I have found myself thinking this more and more as well, with the rising number of projects which are being developed primarily by/for speakers of other languages, sometimes with terrible to non-existent english support. This is not a new problem, but the natural consequence of the world breaking free of english hegemony. Where as the pain was felt before by others, now it will be felt by us as well.
Perhaps the problem could be offset somewhat by using software to translate the common symbols of the major programming languages (if, else, int, float, str, etc…). But generally speaking I think the time for a commonly accepted auxiliary language is now. Not necessarily Esperanto, which I think is an impressive accomplishment of it’s time (kaj kiun mi parolas), but I think a modern -and international- effort could produce a superior language.
But we do need a better solution, and I think Esperanto is a better solution.
If you pass a shy guy and he doesnt acknowledge you, just keeps walking, until he comes to an obstacle and has to turn, or walks off the side of the platform.
This is as true to life as it is to Super Mario Brothers 2.
Although from personal experience, if they’re stressed they might act like that anyways.
For my understanding of it, social democracy is the idea that the existing capitalist controlled state can be gradually reformed into a worker controlled socialist state. This depends upon the capitialists which control the economy and the state to be willing to surrender their control, that is to say the source of their wealth, their capital. To my knowledge of history, in practice they have not been willing to do this, and frankly this is consistant, as a lot of their ideological literature regards the working class, the masses, the mob, the passive citizen, as subhuman.
The fundamental problem with this is that any conceits given to the working class can easily be repealed or sabotaged, providing the conservatives a basis for claiming that “it didnt work”, this has happened many times already.
The only way to make them surrender power is to leave them with no other option, to seize control and force them, and that. is a dictatorship. of the proletariat.
For my part i am often unsure.
You’ll find no sage here. When it comes to questions of how to think, I’d recommend people to read philosophy.
We’re talking about a person as a social role; a person as an idea vs a person as a reality. When I say ‘Man/Woman’, ‘Lover’, ‘Partner’, ‘Boyfriend/Girlfriend’, ‘attractive’, ‘sex’, certain thoughts come to mind, without context you likely have forms/images in your mind you would give to these words, idealized forms, possibly even multiple distinct forms for the same word, which are likely rooted in popular culture or lived experience.
Are you thinking more about the person, or the idealized form you associate with the context that person had in your life?
Can you remove the person from the role and still value them as a person?

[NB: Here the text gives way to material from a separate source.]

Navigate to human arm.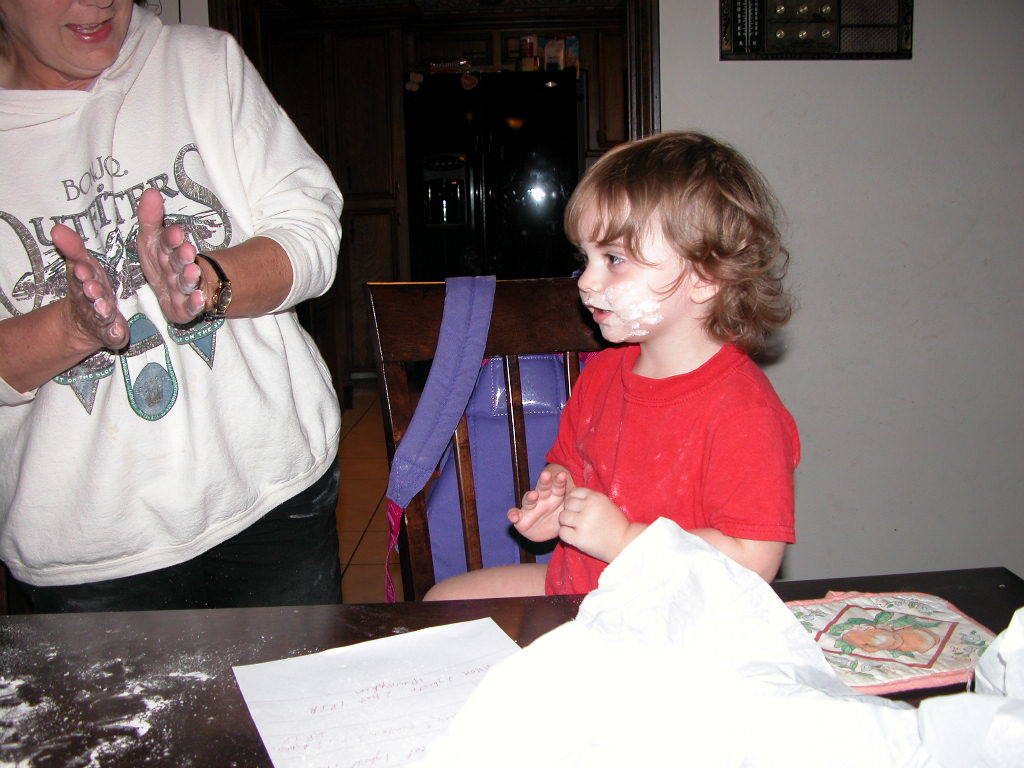
Navigation target: (9, 200, 127, 393).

If your ex were to love another, would you be able to have a genuinely positive reaction towards this?
“Love” is a word we should be careful with when referring to a former lover, thinking in those terms might cause confusion even if we’re attempting to mean it in the general sense. We often concieve of “love” as having some sort of profound meaning, but even if we’re not rejecting that line of reasoning outright, it is important we should distance ourselves from it in this case and answer the more basic question: Is this person, as they are, important to me? And maybe equally: Am I still of any importance to them? Because any real relationship is mutual.
That might be the limit of what I have to say on the matter, for the most part my study has been on the dialectics of relationships, not so much on how to think about them after the fact.
One of the important things to ask yourself is: do you miss the person themselves or the idea of the person? For my part i am often unsure. But if you miss them as an idea (partner, lover, companion, generalized personality traits) you should check yourself. If you miss them as a person perhaps you could assosiate with them on different terms, but you should be careful.
~ Henry David Thoreau, Walden
I always think of that paragraph whenever I hear anti-vegan nonsense.